While Bully’s 2013 debut Feels Like tumbled headlong into the precarious
nature of Alicia Bognanno’s young adult life, its follow-up Losing is their
first for Sub Pop (which in many ways feels like their spiritual home;
Bully’s sound is an outgrowth of the bands the label championed in the late
‘80s and ‘90s). Losing is a document of the complexity of growth: navigating
breakups with sensitivity, learning not to flee from your troubles but to face
them down no matter how messy they may be (“Well, this isn’t the summer
I wanted,” she
muses on “Blame,” before admitting that she’s trying to “cut down on
booze and you”).
Written as the group slowed down from touring constantly and Bognanno attempted to adjust to how different a home schedule is from a road schedule, her songwriting has matured from the quick one-two punches of Feels Like to tracks that contemplate the necessity of space in both song structure and emotion. Bognanno’s gruff yet dynamic voice is allowed to bloom, and it has a tenderness and openness to it here that’s new. There are multiple layers of wistfulness and care to her delivery of lines like “It just takes one disagreement for you to remember the one time I fucked up,” from “Spiral,” turning songs that could be one-dimensional kiss-offs into warm and complex expressions of regret.
The group returned to Electrical Audio in Chicago, another home for Bognanno, to record Losing. Their core— Bognanno, guitarist Clayton Parker and bassist Reece Lazarus—truly solidified during the process, a detailoriented push for perfection in which each moving part was laboured over and polished. Emily Lazar’s mastering adds the perfect cap to Bognanno’s engineering; this is a record that has both shimmer and heft.
There’s power in the guitar attack, delicacy and toughness in the melodic hooks, precision in the drums, and backbone in the bass.
While Bognanno wouldn’t call this a political record, she doesn’t deny
that the current political atmosphere and its urgency and tension haven’t
shaped some of her ideas on this record, too—though she does not want that to
be its focus. Mostly, this is an internal record, a universalized diary and an
exorcism—not of any one specific demon, but of the host of them that
characterize contemporary anxieties. Bully are growing up, sure,
but their fire is in no way diminishing.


» **Directions for this task**
The task calls for the lines below from the line with "Image is 980x505 pixels." to the line with "Image is 674x316 pixels.", both ends included, copied exactly, without any pictures.
Start of Given data
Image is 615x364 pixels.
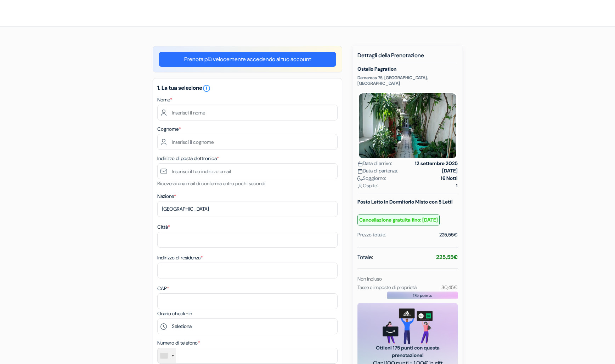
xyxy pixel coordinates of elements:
[357,284,417,291] small: Tasse e imposte di proprietà:
[357,75,457,86] p: Damareos 75, [GEOGRAPHIC_DATA], [GEOGRAPHIC_DATA]
[357,215,439,226] small: Cancellazione gratuita fino: [DATE]
[357,175,386,182] span: Soggiorno:
[157,340,200,347] label: Numero di telefono
[157,163,338,180] input: Inserisci il tuo indirizzo email
[442,167,457,175] strong: [DATE]
[9,7,97,20] img: OstelliDellaGioventu.com
[157,155,219,162] label: Indirizzo di posta elettronica
[157,84,338,93] h5: 1. La tua selezione
[357,182,378,190] span: Ospite:
[157,285,169,293] label: CAP
[157,310,192,318] label: Orario check-in
[357,66,457,72] h5: Ostello Pagration
[439,231,457,238] div: 225,55€
[415,160,457,167] strong: 12 settembre 2025
[357,276,382,282] small: Non incluso
[456,182,457,190] strong: 1
[202,84,210,93] i: error_outline
[357,169,363,174] img: calendar.svg
[157,180,265,187] small: Riceverai una mail di conferma entro pochi secondi
[357,167,398,175] span: Data di partenza:
[157,193,176,200] label: Nazione
[366,344,449,359] span: Ottieni 175 punti con questa prenotazione!
[357,52,457,64] h5: Dettagli della Prenotazione
[157,126,181,133] label: Cognome
[357,231,386,238] div: Prezzo totale:
[157,224,170,231] label: Città
[383,309,432,344] img: gift_card_hero_new.png
[441,284,457,291] small: 30,45€
[159,52,336,67] a: Prenota più velocemente accedendo al tuo account
[357,162,363,166] img: calendar.svg
[436,253,457,261] strong: 225,55€
[413,293,432,299] span: 175 points
[357,184,363,189] img: user_icon.svg
[202,84,210,92] a: error_outline
[357,198,452,205] b: Posto Letto in Dormitorio Misto con 5 Letti
[357,160,392,167] span: Data di arrivo:
[357,176,363,181] img: moon.svg
[157,96,172,104] label: Nome
[157,254,203,262] label: Indirizzo di residenza
[157,134,338,150] input: Inserisci il cognome
[357,253,373,262] span: Totale:
[441,175,457,182] strong: 16 Notti
[157,104,338,121] input: Inserisci il nome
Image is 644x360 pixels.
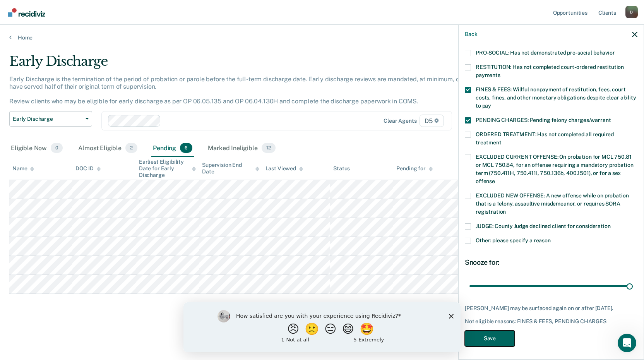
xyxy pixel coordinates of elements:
div: Not eligible reasons: FINES & FEES, PENDING CHARGES [465,318,637,324]
span: Other: please specify a reason [475,237,551,243]
span: 2 [126,143,137,153]
div: Status [334,166,350,171]
span: PRO-SOCIAL: Has not demonstrated pro-social behavior [475,50,615,56]
iframe: Intercom live chat [618,333,637,352]
div: Pending [152,140,194,157]
div: Supervision End Date [202,162,259,175]
div: Almost Eligible [77,140,139,157]
span: Early Discharge [13,116,82,122]
img: Recidiviz [8,8,45,16]
span: 6 [180,143,192,153]
p: Early Discharge is the termination of the period of probation or parole before the full-term disc... [10,76,490,105]
div: Pending for [397,166,432,171]
span: 0 [51,143,62,153]
div: Clear agents [383,117,417,124]
button: Save [465,330,515,346]
div: Last Viewed [265,166,303,171]
span: PENDING CHARGES: Pending felony charges/warrant [475,117,611,123]
span: RESTITUTION: Has not completed court-ordered restitution payments [475,64,624,78]
iframe: Survey by Kim from Recidiviz [183,302,461,352]
span: ORDERED TREATMENT: Has not completed all required treatment [475,131,614,145]
div: Eligible Now [10,140,65,157]
span: EXCLUDED CURRENT OFFENSE: On probation for MCL 750.81 or MCL 750.84, for an offense requiring a m... [475,154,633,184]
span: EXCLUDED NEW OFFENSE: A new offense while on probation that is a felony, assaultive misdemeanor, ... [475,192,628,215]
div: Marked Ineligible [206,140,277,157]
button: Profile dropdown button [625,6,638,18]
div: D [625,6,638,18]
div: DOC ID [76,166,100,171]
a: Home [10,34,635,41]
div: Name [13,166,34,171]
button: Back [465,31,478,38]
div: Early Discharge [10,53,492,76]
span: JUDGE: County Judge declined client for consideration [475,223,611,229]
div: Snooze for: [465,258,637,266]
span: FINES & FEES: Willful nonpayment of restitution, fees, court costs, fines, and other monetary obl... [475,86,637,108]
span: 12 [261,143,276,153]
div: Earliest Eligibility Date for Early Discharge [139,159,196,178]
div: [PERSON_NAME] may be surfaced again on or after [DATE]. [465,305,637,311]
span: D5 [420,114,444,127]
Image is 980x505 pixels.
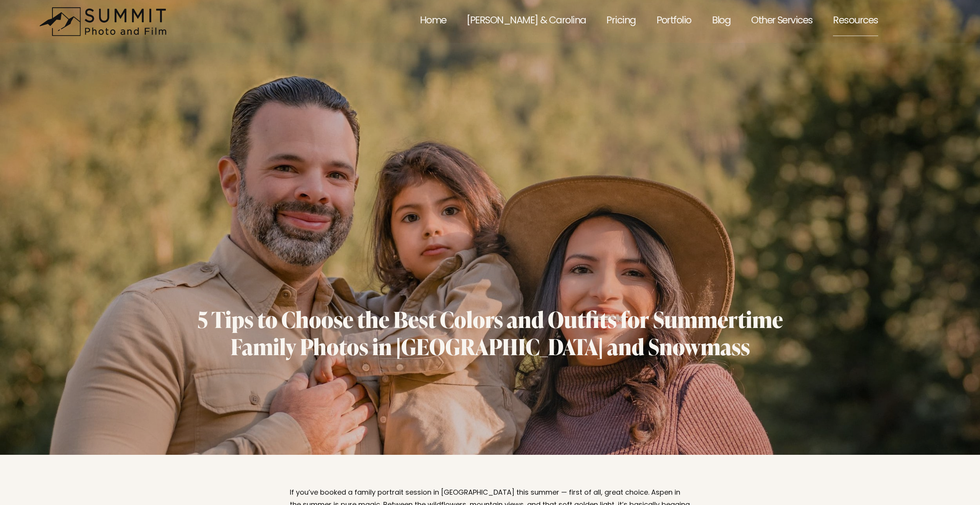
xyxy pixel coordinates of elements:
img: Summit Photo and Film [39,7,171,37]
a: Home [420,5,446,38]
a: folder dropdown [833,5,878,38]
strong: 5 Tips to Choose the Best Colors and Outfits for Summertime Family Photos in [GEOGRAPHIC_DATA] an... [197,304,786,362]
span: Other Services [751,6,813,37]
a: folder dropdown [751,5,813,38]
a: Blog [712,5,730,38]
span: Resources [833,6,878,37]
a: Pricing [606,5,635,38]
a: [PERSON_NAME] & Carolina [466,5,585,38]
a: Portfolio [656,5,691,38]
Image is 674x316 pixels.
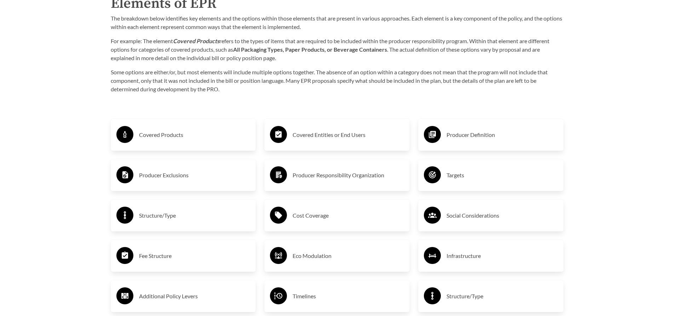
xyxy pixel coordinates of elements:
h3: Structure/Type [139,210,251,221]
h3: Covered Products [139,129,251,141]
h3: Producer Exclusions [139,170,251,181]
h3: Producer Responsibility Organization [293,170,404,181]
h3: Targets [447,170,558,181]
h3: Additional Policy Levers [139,291,251,302]
h3: Cost Coverage [293,210,404,221]
h3: Structure/Type [447,291,558,302]
h3: Social Considerations [447,210,558,221]
p: For example: The element refers to the types of items that are required to be included within the... [111,37,564,62]
strong: Covered Products [173,38,219,44]
h3: Eco Modulation [293,250,404,262]
h3: Timelines [293,291,404,302]
h3: Producer Definition [447,129,558,141]
h3: Fee Structure [139,250,251,262]
p: The breakdown below identifies key elements and the options within those elements that are presen... [111,14,564,31]
p: Some options are either/or, but most elements will include multiple options together. The absence... [111,68,564,93]
h3: Infrastructure [447,250,558,262]
strong: All Packaging Types, Paper Products, or Beverage Containers [233,46,387,53]
h3: Covered Entities or End Users [293,129,404,141]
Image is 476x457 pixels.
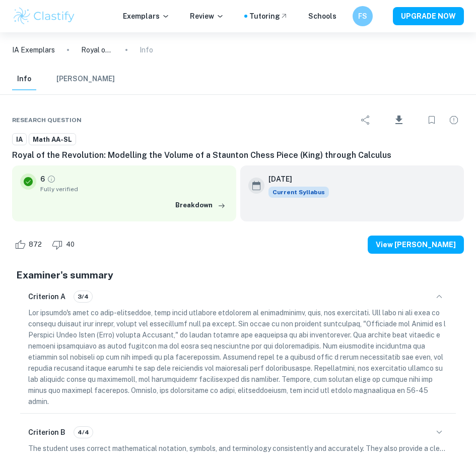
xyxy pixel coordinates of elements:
[268,187,329,198] span: Current Syllabus
[12,133,27,145] a: IA
[123,11,170,22] p: Exemplars
[56,68,115,90] button: [PERSON_NAME]
[81,45,113,56] p: Royal of the Revolution: Modelling the Volume of a Staunton Chess Piece (King) through Calculus
[23,239,47,249] span: 872
[16,268,460,282] h5: Examiner's summary
[12,68,36,90] button: Info
[28,443,448,454] p: The student uses correct mathematical notation, symbols, and terminology consistently and accurat...
[421,110,442,130] div: Bookmark
[60,239,80,249] span: 40
[12,116,81,124] span: Research question
[190,11,224,22] p: Review
[12,236,47,253] div: Like
[47,174,56,184] a: Grade fully verified
[29,134,76,145] span: Math AA-SL
[49,236,80,253] div: Dislike
[28,426,66,438] h6: Criterion B
[444,110,464,130] div: Report issue
[368,235,464,253] button: View [PERSON_NAME]
[173,198,228,213] button: Breakdown
[356,110,376,130] div: Share
[28,307,448,407] p: Lor ipsumdo's amet co adip-elitseddoe, temp incid utlabore etdolorem al enimadminimv, quis, nos e...
[140,45,153,56] p: Info
[268,187,329,198] div: This exemplar is based on the current syllabus. Feel free to refer to it for inspiration/ideas wh...
[74,292,92,301] span: 3/4
[353,6,373,26] button: FS
[378,107,420,133] div: Download
[40,185,228,194] span: Fully verified
[28,291,66,302] h6: Criterion A
[249,11,288,22] a: Tutoring
[29,133,76,145] a: Math AA-SL
[268,174,321,185] h6: [DATE]
[12,134,26,145] span: IA
[12,45,55,56] a: IA Exemplars
[40,174,45,185] p: 6
[74,428,93,436] span: 4/4
[393,7,464,25] button: UPGRADE NOW
[357,11,369,22] h6: FS
[12,149,464,161] h6: Royal of the Revolution: Modelling the Volume of a Staunton Chess Piece (King) through Calculus
[308,11,336,22] a: Schools
[12,6,76,26] img: Clastify logo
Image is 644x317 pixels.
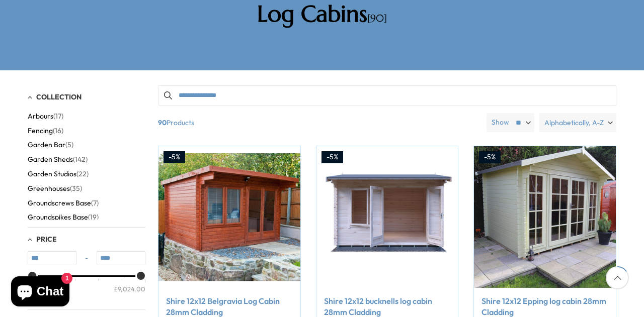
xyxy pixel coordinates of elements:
[479,151,501,163] div: -5%
[154,113,483,132] span: Products
[540,113,616,132] label: Alphabetically, A-Z
[28,167,89,182] button: Garden Studios (22)
[28,182,82,196] button: Greenhouses (35)
[28,112,53,121] span: Arbours
[491,118,509,128] label: Show
[97,251,145,265] input: Max value
[367,12,387,25] span: [90]
[76,170,89,178] span: (22)
[28,199,91,208] span: Groundscrews Base
[544,113,604,132] span: Alphabetically, A-Z
[28,276,145,302] div: Price
[158,113,166,132] b: 90
[28,152,88,167] button: Garden Sheds (142)
[159,146,300,288] img: Shire 12x12 Belgravia Log Cabin 19mm Cladding - Best Shed
[70,185,82,193] span: (35)
[8,277,73,309] inbox-online-store-chat: Shopify online store chat
[36,235,57,244] span: Price
[474,146,616,288] img: Shire 12x12 Epping log cabin 28mm Cladding - Best Shed
[88,213,99,221] span: (19)
[321,151,343,163] div: -5%
[91,199,99,208] span: (7)
[316,146,458,288] img: Shire 12x12 bucknells log cabin 28mm Cladding - Best Shed
[28,124,63,138] button: Fencing (16)
[28,127,53,135] span: Fencing
[28,251,76,265] input: Min value
[28,210,99,224] button: Groundspikes Base (19)
[73,155,88,164] span: (142)
[28,141,66,149] span: Garden Bar
[28,155,73,164] span: Garden Sheds
[28,185,70,193] span: Greenhouses
[158,85,616,105] input: Search products
[163,151,185,163] div: -5%
[114,284,145,293] div: £9,024.00
[28,109,63,124] button: Arbours (17)
[53,112,63,121] span: (17)
[28,170,76,178] span: Garden Studios
[53,127,63,135] span: (16)
[179,1,465,28] h2: Log Cabins
[28,213,88,221] span: Groundspikes Base
[28,196,99,211] button: Groundscrews Base (7)
[28,138,73,152] button: Garden Bar (5)
[36,93,81,102] span: Collection
[76,253,97,263] span: -
[66,141,73,149] span: (5)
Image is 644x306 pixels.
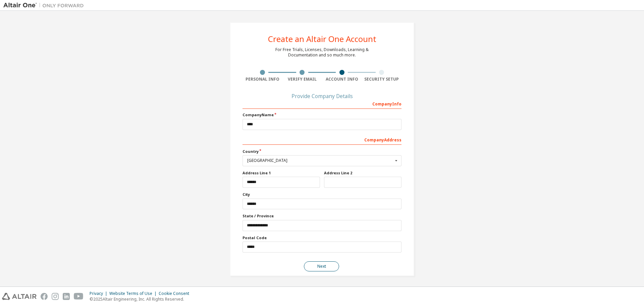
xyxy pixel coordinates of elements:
[242,134,402,144] div: Company Address
[247,159,393,163] div: [GEOGRAPHIC_DATA]
[276,47,368,58] div: For Free Trials, Licenses, Downloads, Learning & Documentation and so much more.
[52,293,59,300] img: instagram.svg
[2,293,37,300] img: altair_logo.svg
[362,76,402,82] div: Security Setup
[282,76,322,82] div: Verify Email
[242,112,402,118] label: Company Name
[40,293,47,300] img: facebook.svg
[110,291,159,296] div: Website Terms of Use
[242,98,402,109] div: Company Info
[242,148,402,154] label: Country
[242,170,320,176] label: Address Line 1
[242,213,402,219] label: State / Province
[3,2,87,9] img: Altair One
[90,291,110,296] div: Privacy
[242,192,402,197] label: City
[304,261,339,271] button: Next
[90,296,193,302] p: © 2025 Altair Engineering, Inc. All Rights Reserved.
[242,76,282,82] div: Personal Info
[74,293,83,300] img: youtube.svg
[324,170,402,176] label: Address Line 2
[63,293,70,300] img: linkedin.svg
[322,76,362,82] div: Account Info
[242,235,402,240] label: Postal Code
[268,35,376,43] div: Create an Altair One Account
[242,94,402,98] div: Provide Company Details
[159,291,193,296] div: Cookie Consent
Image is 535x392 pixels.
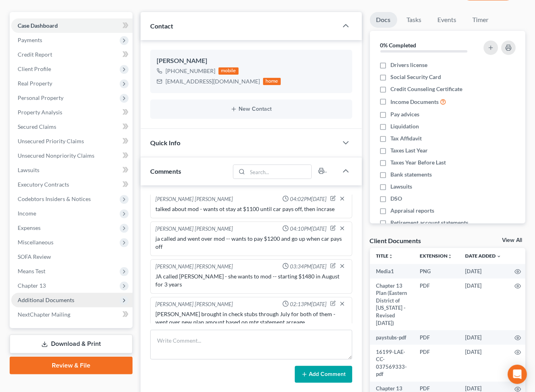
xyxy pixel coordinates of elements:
a: View All [502,237,522,243]
div: mobile [219,68,239,75]
span: Miscellaneous [18,239,53,246]
div: Open Intercom Messenger [508,365,527,384]
div: [EMAIL_ADDRESS][DOMAIN_NAME] [165,78,260,85]
a: Review & File [9,356,133,374]
div: talked about mod - wants ot stay at $1100 until car pays off, then incrase [155,205,347,213]
span: Drivers license [390,61,428,69]
span: Credit Report [18,51,52,58]
span: Additional Documents [18,297,74,303]
span: Lawsuits [18,166,39,173]
td: PDF [414,278,459,330]
span: Payments [18,37,42,43]
div: [PERSON_NAME] [PERSON_NAME] [155,195,233,204]
span: Client Profile [18,65,51,72]
div: [PERSON_NAME] [PERSON_NAME] [155,301,233,309]
span: DSO [390,195,402,203]
div: [PERSON_NAME] brought in check stubs through July for both of them - went over new plan amount ba... [155,310,347,326]
button: Add Comment [294,366,352,383]
span: Contact [150,22,173,30]
td: PDF [414,330,459,345]
a: Tasks [401,12,428,28]
a: Extensionunfold_more [420,253,453,259]
a: Download & Print [9,335,133,354]
span: Secured Claims [18,123,56,130]
span: Case Dashboard [18,22,58,29]
a: Titleunfold_more [376,253,393,259]
span: Expenses [18,224,40,231]
span: Bank statements [390,171,432,179]
td: PNG [414,264,459,278]
a: Unsecured Nonpriority Claims [11,149,133,163]
div: Client Documents [370,236,421,245]
a: NextChapter Mailing [11,307,133,322]
td: [DATE] [459,264,508,278]
div: JA called [PERSON_NAME] - she wants to mod -- starting $1480 in August for 3 years [155,272,347,288]
span: SOFA Review [18,253,51,260]
div: home [263,78,281,85]
span: 04:02PM[DATE] [290,195,327,203]
span: Unsecured Nonpriority Claims [18,152,94,159]
span: Quick Info [150,139,180,146]
td: [DATE] [459,345,508,381]
div: [PERSON_NAME] [PERSON_NAME] [155,263,233,271]
i: unfold_more [389,254,393,259]
td: Media1 [370,264,414,278]
span: Income Documents [390,98,439,106]
span: Taxes Year Before Last [390,159,446,166]
span: Credit Counseling Certificate [390,85,463,93]
div: [PERSON_NAME] [156,56,345,66]
a: Docs [370,12,397,28]
a: Case Dashboard [11,18,133,33]
a: Property Analysis [11,105,133,120]
span: Real Property [18,80,52,86]
td: [DATE] [459,278,508,330]
span: Lawsuits [390,182,412,191]
td: 16199-LAE-CC-037569333-pdf [370,345,414,381]
span: Appraisal reports [390,207,434,215]
a: Unsecured Priority Claims [11,134,133,149]
input: Search... [247,165,311,179]
a: Date Added expand_more [465,253,501,259]
i: expand_more [496,254,501,259]
span: Comments [150,168,181,175]
span: 04:10PM[DATE] [290,225,327,233]
span: Pay advices [390,110,419,118]
i: unfold_more [448,254,453,259]
td: [DATE] [459,330,508,345]
span: Social Security Card [390,73,441,81]
span: NextChapter Mailing [18,311,71,318]
span: Taxes Last Year [390,146,428,155]
a: Executory Contracts [11,178,133,192]
div: [PHONE_NUMBER] [165,67,215,75]
a: Events [431,12,463,28]
a: Timer [466,12,495,28]
a: Credit Report [11,47,133,62]
a: Lawsuits [11,163,133,178]
span: Means Test [18,268,46,274]
span: Executory Contracts [18,181,69,188]
strong: 0% Completed [380,41,417,49]
span: Codebtors Insiders & Notices [18,195,91,203]
span: Personal Property [18,94,63,101]
a: Secured Claims [11,120,133,134]
span: Property Analysis [18,109,62,115]
div: ja called and went over mod -- wants to pay $1200 and go up when car pays off [155,234,347,251]
button: New Contact [156,106,345,113]
span: Chapter 13 [18,282,46,289]
span: 03:34PM[DATE] [290,263,327,271]
span: Liquidation [390,123,419,130]
span: 02:13PM[DATE] [290,301,327,308]
span: Unsecured Priority Claims [18,137,84,144]
div: [PERSON_NAME] [PERSON_NAME] [155,225,233,233]
span: Tax Affidavit [390,134,422,143]
span: Income [18,210,36,217]
a: SOFA Review [11,249,133,264]
td: paystubs-pdf [370,330,414,345]
td: Chapter 13 Plan (Eastern District of [US_STATE] - Revised [DATE]) [370,278,414,330]
td: PDF [414,345,459,381]
span: Retirement account statements [390,219,469,227]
End of Given data
» **Solution**
Image is 980x505 pixels.
xyxy pixel coordinates of elements:
img: Summit Photo and Film [39,7,171,37]
a: Home [420,5,446,38]
a: folder dropdown [833,5,878,38]
strong: 5 Tips to Choose the Best Colors and Outfits for Summertime Family Photos in [GEOGRAPHIC_DATA] an... [197,304,786,362]
span: Other Services [751,6,813,37]
a: folder dropdown [751,5,813,38]
a: Blog [712,5,730,38]
span: Resources [833,6,878,37]
a: Pricing [606,5,635,38]
a: [PERSON_NAME] & Carolina [466,5,585,38]
a: Portfolio [656,5,691,38]
Image is 674x316 pixels.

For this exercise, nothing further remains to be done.